What did come to a surprise for many was the show's ending. Most of the cast members were in the dark as to the identity of the murderer, including Friel. Said Rosenfeldt: “We knew who’d done it and why but most of the cast didn’t. Other writers worked on the first few episodes, then I came back in for the last few.

“I like taking the baby back once they’ve nursed it for a while. I’m a control freak, I can’t really let people work on something all the way to the end.” 

Friel acknowledged that not knowing whether her character could have committed the crime helped in her portrayal: “I was asked if I wanted to know, but I used not knowing to my advantage. Because, of course, Marcella didn’t know – imagine living with that…”
 

Filming locations

But while the actors did not know the killer, Rosenfeldt didn’t know the locations. In Edinburgh the writer laughingly admitted that he didn’t know London very well, and that he had more of a “tourist’s view” of the city when he started writing the series set in the capital.

Production personnel had to set him straight on some of his ideas and a lot of teamwork was involved in finding the best locations which could achieve the sepulchral, dark backdrops. 

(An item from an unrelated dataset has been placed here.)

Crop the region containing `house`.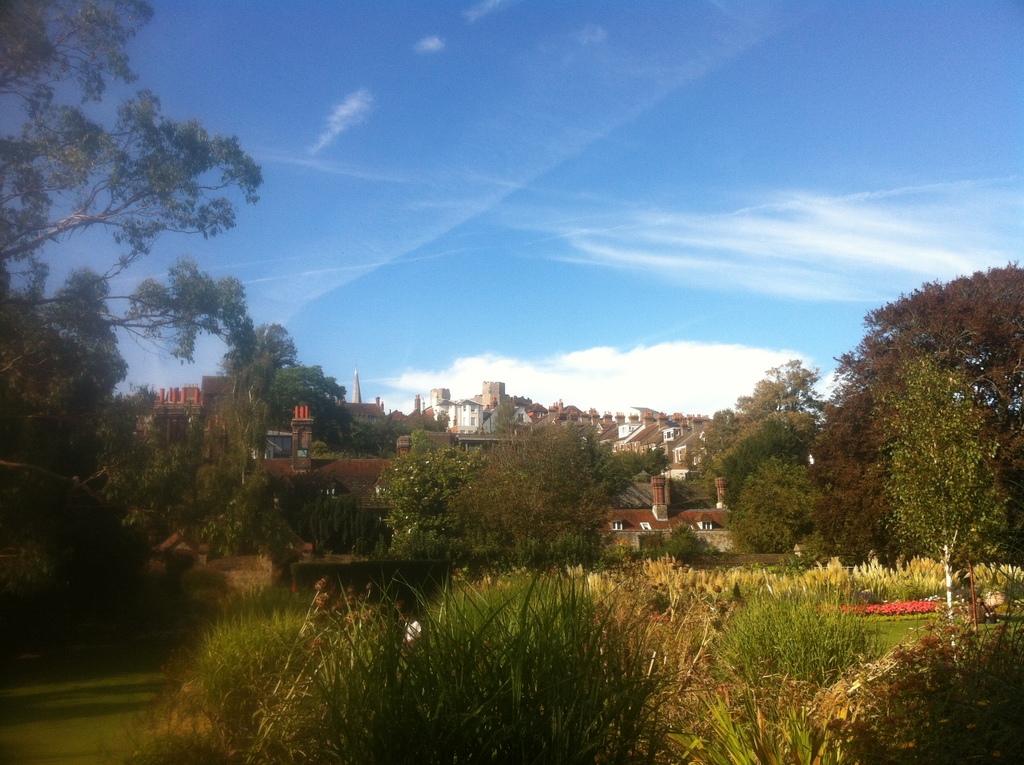
Crop region: left=596, top=479, right=736, bottom=536.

“I Google-mapped place names I liked the look of and placed my characters there, but then someone would say “No Hans, I don’t think they would live somewhere like that!” 
 

“It’s all tricks”

And to all aspiring crime noir writers out there, Rosenfeldt had this advice: “Don’t wait for inspiration, just write every single day. If it’s rubbish, change it, but there will always be something good in it.

“Watch a lot of television, try to work out why good TV scenes are so good, what did they do?

“Because of course, it’s all tricks...”

Panel photo via Edinburgh International Telvision festival credit Greg MacVean.